Only 27% of respondents, for example, know Sam Altman, CEO of OpenAI and “father” of ChatGpt. Swg presented interviewees with a list of ten of the most influential people in the tech sector, more or less popular. Well Altman is only the sixth most recognized by those who participated in the survey. For Italians, the best-known tech faces belong to the “old” guard: Bill Gates (98% of those interviewed know who he is), Mark Zuckerberg (93%), Elon Musk (88%) e Jeff Bezos (79%). The last place in this special ranking, which also includes Tim Cook (49%), Sundar Pichai (18%), Satya Nadella (18%) e Evan Spiegel (17%), is occupied by Mira Murati, the Chief Technology Officer of OpenAI, recognized by only 15% of Italians. It is important to underline how the percentages of Altman and Murati, two icons of the youngest and most revolutionary technology, collapse in the range of 18-34 interviewees who in theory should make the most of ChatGpt’s potential – at school but also at work: Altman collects 23%, Murati does not go beyond 8%. However, the character that almost all Italians believe is not surprising crucial for the future: for 91% – with a peak of 98% among 18-34 year olds – Elon Musk it will have a “decisive” impact on the society we will live in in the coming years. Musk is the man at the helm of Tesla, the company that definitively pushed the car market towards electric and abandoning fossil fuels. And he is also the CEO of SpaceX, the aerospace company that one day, who knows, will transport man to the Moon and then to Mars. But Musk is also the owner of X, the platform once known as Twitter, where extremists and hate speech have recurred since the social network passed into his hands. So yes, for better or worse Musk could definitely have an impact on the future of the planet. Just as artificial intelligence will certainly have it.
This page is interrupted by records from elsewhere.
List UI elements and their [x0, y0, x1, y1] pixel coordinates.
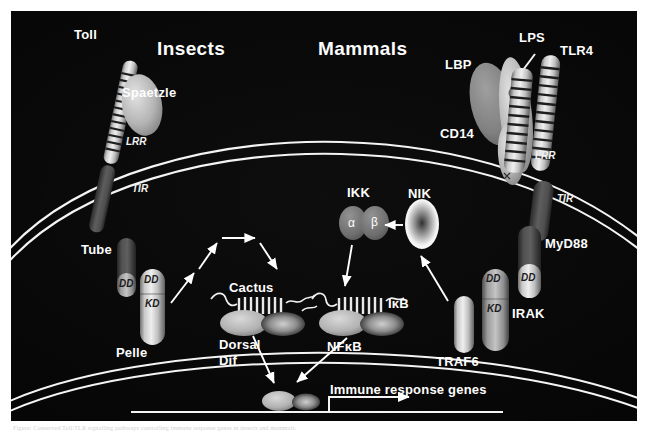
label-cactus: Cactus	[229, 281, 274, 294]
diagram-artwork	[11, 11, 637, 421]
figure-container: Insects Mammals Toll Spaetzle LRR TIR Tu…	[0, 0, 648, 438]
label-tube-dd: DD	[119, 279, 133, 289]
label-toll: Toll	[74, 28, 97, 41]
label-ikk-beta: β	[371, 216, 378, 228]
label-pelle-dd: DD	[144, 275, 158, 285]
label-pelle-kd: KD	[145, 299, 159, 309]
section-title-mammals: Mammals	[318, 39, 407, 58]
label-irak-dd: DD	[486, 274, 500, 284]
nuclear-membrane	[11, 353, 637, 416]
cactus-complex	[211, 293, 315, 336]
ikk-complex	[339, 206, 389, 240]
label-myd88-dd: DD	[521, 273, 535, 283]
label-lbp: LBP	[445, 58, 472, 71]
label-tlr4-tir: TIR	[557, 194, 573, 204]
label-traf6: TRAF6	[436, 355, 479, 368]
label-dorsal: Dorsal	[219, 338, 261, 351]
section-title-insects: Insects	[157, 39, 225, 58]
label-myd88: MyD88	[545, 237, 588, 250]
traf6-protein	[454, 296, 474, 353]
label-dif: Dif	[219, 354, 237, 367]
label-ikk: IKK	[347, 186, 370, 199]
label-cd14: CD14	[440, 127, 474, 140]
label-toll-lrr: LRR	[126, 137, 147, 147]
nik-kinase	[405, 199, 439, 249]
label-nik: NIK	[408, 187, 431, 200]
label-ikb: IκB	[388, 297, 409, 310]
label-tube: Tube	[81, 243, 112, 256]
label-irak-kd: KD	[487, 304, 501, 314]
label-tlr4-lrr: LRR	[535, 151, 556, 161]
label-tlr4: TLR4	[560, 44, 593, 57]
label-immune-response-genes: Immune response genes	[330, 383, 487, 396]
diagram-panel: Insects Mammals Toll Spaetzle LRR TIR Tu…	[11, 11, 637, 421]
label-toll-tir: TIR	[132, 184, 148, 194]
label-spaetzle: Spaetzle	[122, 86, 176, 99]
myd88-adaptor	[518, 226, 541, 298]
label-nfkb: NFκB	[327, 340, 362, 353]
label-pelle: Pelle	[116, 346, 147, 359]
label-irak: IRAK	[512, 307, 545, 320]
label-lps: LPS	[519, 31, 545, 44]
figure-caption: Figure: Conserved Toll/TLR signalling pa…	[13, 424, 635, 431]
label-ikk-alpha: α	[348, 217, 355, 229]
And it must be interpreted in this sense data from Swg research which awards OpenAI, the company led by Altman, as the most influential company on society in the years to come: 91% of those interviewed believe so. A similar percentage is reserved for Google (90%), Amazon (91%), Microsoft (88%) and Meta (85%), i.e. the main big tech companies involved in the AI ​​race. In one year, ChatGpt has conquered the world but in our country it is not as well known as you might think: only 64% of those who participated in the Swg survey know it. It doesn’t fare better than other popular generative AI subjects interviewed: only 22% know Bard, 15% Dall-E and Midjourney (two tools for creating images) and just 7% know what Grok is, the new artificial intelligence developed from xAI, one of Elon Musk’s many companies. But the future is not just AI. It will continue to be social. Those interviewed by SWG expect significant growth in TikTok over the next five years. For one in four Italians, however, the platform that will win over the most users in the near future does not yet exist. The best is yet to come.